Southern New Hampshire University

Abstract

Since her fabrication, the Witch has been suffocated by the masculine voice and mode. Beginning with the witch-hunts, her social narrative has been completely dictated by men. All predicating texts were written by men, for men to use against women. From Macbeth to the King James Bible, from Glinda to Galinda, from Carrie to Sue, and from Myrtle to Madison, men have defined, silenced, and appropriated Witches’ voices in order to maintain social hegemony and hierarchy - man’s supremacy over women. Very rarely has a woman’s witchy voice been heard when set against overpowering patriarchal domination. While women have written Witches in the shadows, it is the male voice that has historically defined her as a threat to society, i.e., patriarchy. Women critics such as Matilda Joslyn Gage have defended the Witch as a source of Female power and an obvious display of brutal patriarchal persecution, but the literary Witch and her accompanying images that define public perception remain dominated by men, trapping her in a cyclical fallacy of female autonomy, fabricated by men.

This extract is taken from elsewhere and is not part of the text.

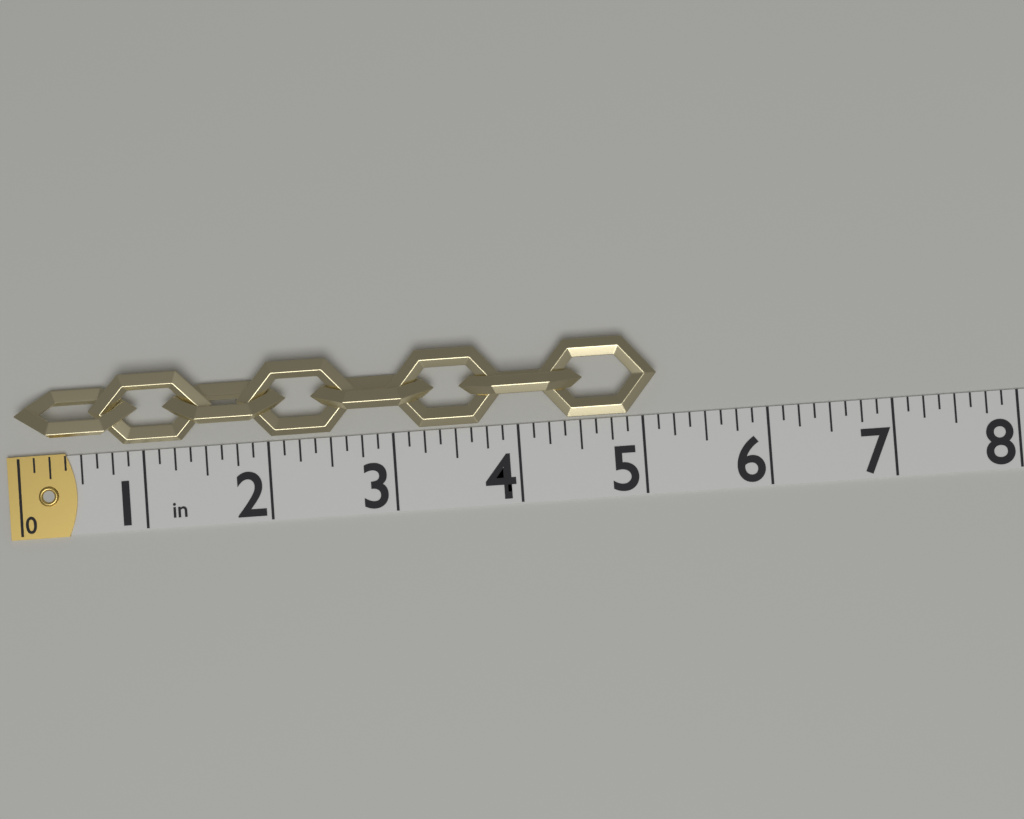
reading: 5.125 in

Through a Feminist theory of male gaze with New Historicism approach, this thesis will examine the manifestation and evolution of the Witch, starting with the Witch’s origin and connection to birth and death through Lilith. Next, it will provide an overview of the Witch in literary and visual mediums during European witchcraze in order to show its influence on William Shakespeare’s Macbeth, the King James Bible, and Christian rhetoric, codifying the social perception of Witches’ - and thereby all women’s - inherent wickedness. Turning to the first modern Feminist wave, Matilda Josyln Gage’s treatise Women, Church, and State, brings forward and defends the Witch as an intelligently educated women who threatened the patriarchy by living outside the bounds of male influence and paints Witches as victims of masculine fear. Her treatise proposed an image of a kind, intelligent Witch, persecuted and murdered for her female intelligence. The legacy of Gage’s good Witch lives through her son-in-law’s children’s book The Wonderful Land of Oz. The words asked by the Good Witch of the North upon Dorothy’s arrival opened the door to represent women with power and magic as beings of goodness. However, L. Frank Baum’s lasting legacy is the Wicked Witch of the West, further solidified by Margaret Hamilton’s iconic performance on screen. In the second Feminist wave, this thesis will explore the use of Exodus in Carrie to show how the King James Bible is still being used to justify and persecute women as Witches out of fear and hate. In the third Feminist wave, the Wicked Witch of the West is reborn through Gregory Maguire’s Wicked: The Life and Times of the Wicked Witch of the West, which explores the backstory and motivations of the Wicked Witch, exploring both her obsession with her sister’s shoes and her green hue. These Witches, echoes of the images of Witches throughout history, are further examples of the Witch under the male gaze. Ushering in the fourth Feminist wave, Witches have finally broken through patriarchal male gaze and limitations, opening new possibilities for a thoroughly Feminine literary structure. Ariel Gore’s We Were Witches is an extraordinary exemplar of the potential literary creation that happens when a Witch takes hold and fully claims her witchy power and forges an entirely new, magical literary structure - defining the Witch as a figure of women’s fortitude, love, and survival.